The Criterion Collection
Nov 18, 2013 — When Tokyo Story was released in late 1953, Western audiences were just being exposed to Japanese cinema. Akira Kurosawa had made his breakthrough with Rashomon three years earlier, and Kenji Mizoguchi was moving to the forefront of the international festival...
Jul 31, 2012 — Aki Kaurismäki’s latest working-class fable is his warmest, and his most political.
Aug 14, 2006 — La collectionneuse is a strong, sensuously lush, deceptively slight film, a Riviera fruit with a bitter, uncompromising aftertaste. In retrospect, it is both classically Rohmeresque and atypical, as befits a film in which the director was still finding his way....
Essays
Feb 5, 2017 — Kirsten Johnson interrogates the thorny ethics of nonfiction filmmaking in her intriguingly elliptical blend of essay, travelogue, and memoir.
Essays
Aug 14, 2012 — The Dardennes threw down the gauntlet for a new type of unadorned dramatic storytelling with their breakthrough tale of a working-class boy’s fraught coming-of-age.

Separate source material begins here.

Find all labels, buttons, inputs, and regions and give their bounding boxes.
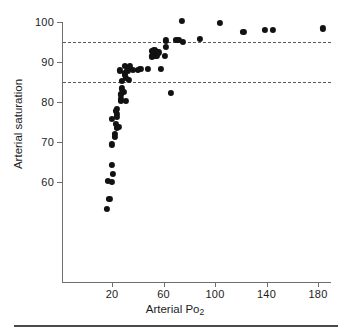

Feb 8, 2011 — Federico Fellini was born and brought up in Rimini, Italy, a small seaside town in the province of Emilia-Romagna. Amarcord is a neologism he contrived, which comes closest to the Emiliano-Romagnolo dialect phrase mi ricordo (I remember). Fellini, a great...
Jan 28, 2019 — With WR: Mysteries of the Organism, the late Serbian director made what Amos Vogel called “one of the most important subversive masterpieces of the 1970s.”
The Daily
Apr 2, 2018 — Stanley Kubrick’s 2001: A Space Odyssey saw its world premiere on this day, April 2, in 1968 at the Uptown Theater in Washington, D.C. Two days later, it opened in two more theaters, one in Hollywood and one in New...
The Daily
Feb 2, 2018 — New York. First, we look past the new few days with a few lineup announcements. EW’s Clark Collis reports on Pacino’s Way, a retrospective of over twenty-five films, “the majority screening on 35 mm prints,” that will run at the...
Apr 21, 2014 — A real-life prison uprising inspired this two-fisted tale directed by Don Siegel, who would go on to make many more films about men in extreme situations.